Editor: Re: Editorial, "Stopping for school buses is not optional" – well, it should be.

Editor: 

Re: Editorial, "Stopping for school buses is not optional" – well, it should be. 

With the regularity of a clock this thoughtless jabber with a religious like obsession returns year after year, dramatizing a minute gained versus a life lost. I mean, if you kill a child passing a school bus you must have been either drunk or gone 50 km/h. Sure, most of the time narrow roads prevent passing in the first place. But to shut down traffic in the opposite direction as well is, well, somewhat over the top.

Where I am coming from, if a child ever gets hurt, I would lay blame equally on the driver and the parents. The parents because they have miserably failed to teach their kids how to move around traffic safely. I still remember my mother taking me by the right hand and my brother by the left, explaining how to cross a busy road with trucks running in both directions hauling rubbles of a destroyed city after the war. First look left, then look right. If nothing is coming from the right, check the left again. Then run across the street as fast as you can.

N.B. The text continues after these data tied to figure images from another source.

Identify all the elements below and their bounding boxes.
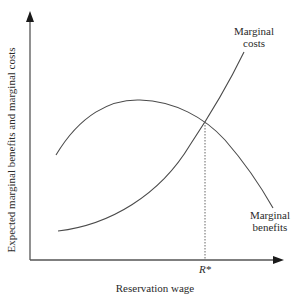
marginal-benefits-curve	[56, 100, 273, 208]
equilibrium-label: R*	[198, 263, 212, 275]
diagram-canvas: Marginal costs Marginal benefits R* Rese…	[0, 0, 296, 298]
marginal-costs-curve	[58, 52, 244, 231]
marginal-benefits-label-line2: benefits	[253, 221, 288, 233]
marginal-costs-label-line1: Marginal	[234, 25, 274, 37]
x-axis-label: Reservation wage	[116, 282, 195, 294]
y-axis-label: Expected marginal benefits and marginal …	[5, 47, 17, 252]
x-axis-arrowhead-icon	[273, 256, 284, 264]
marginal-benefits-label-line1: Marginal	[250, 209, 290, 221]
marginal-costs-label-line2: costs	[243, 37, 265, 49]
y-axis-arrowhead-icon	[26, 11, 34, 22]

Fast forward, I got my four-year-old grandson to the point where he says, "Opa we can go?" to cross a street. A weekend ago, we were crossing a parking lot heading for some ice cream when he said, “halt Opa there is a car coming”. It was a car backing out of a parking stall. I didn’t say, “that’s all right, we can go”. Instead, I said “good you told me, I didn’t see that” and took him by the hand until the car had left. I am sure he will keep me updated about every car he sees moving.

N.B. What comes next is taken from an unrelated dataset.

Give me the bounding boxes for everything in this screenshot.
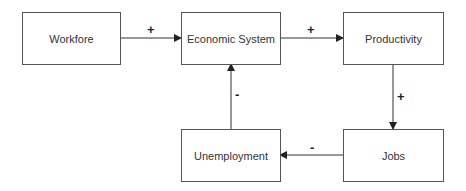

Isn’t it time parents start taking responsibility as well? Isn’t it time to also review drivers’ education? My instructor must have been an instructor in the Wehrmacht the way he brushed me down when I made a mistake. But he got his message across, how to pass a bus, school, transit and anything in between. If you see a soccer ball rolling across the street expect a child come running after it, and on. My driver’s licence cost me 120 hourly rates of a tool and die maker. You do the math. But at the end I knew how to drive. Quite frequently I wonder if the driving “instructors” themselves know how to drive.

CBC Radio ran a story a while back about a study done by Allianz Insurance, one of the world’s largest insurance companies. Their findings, the best way to prepare your child for life is not to shield it from and any and all hazards. Instead, it is to expose it to dangers in a controlled manner, being the best way for a child to identify dangers and protect itself.

Aren’t these restrictive regulations and ridiculous fines not the crutches of a failed traffic educational system in the first place, including both, drivers and the rest of the public?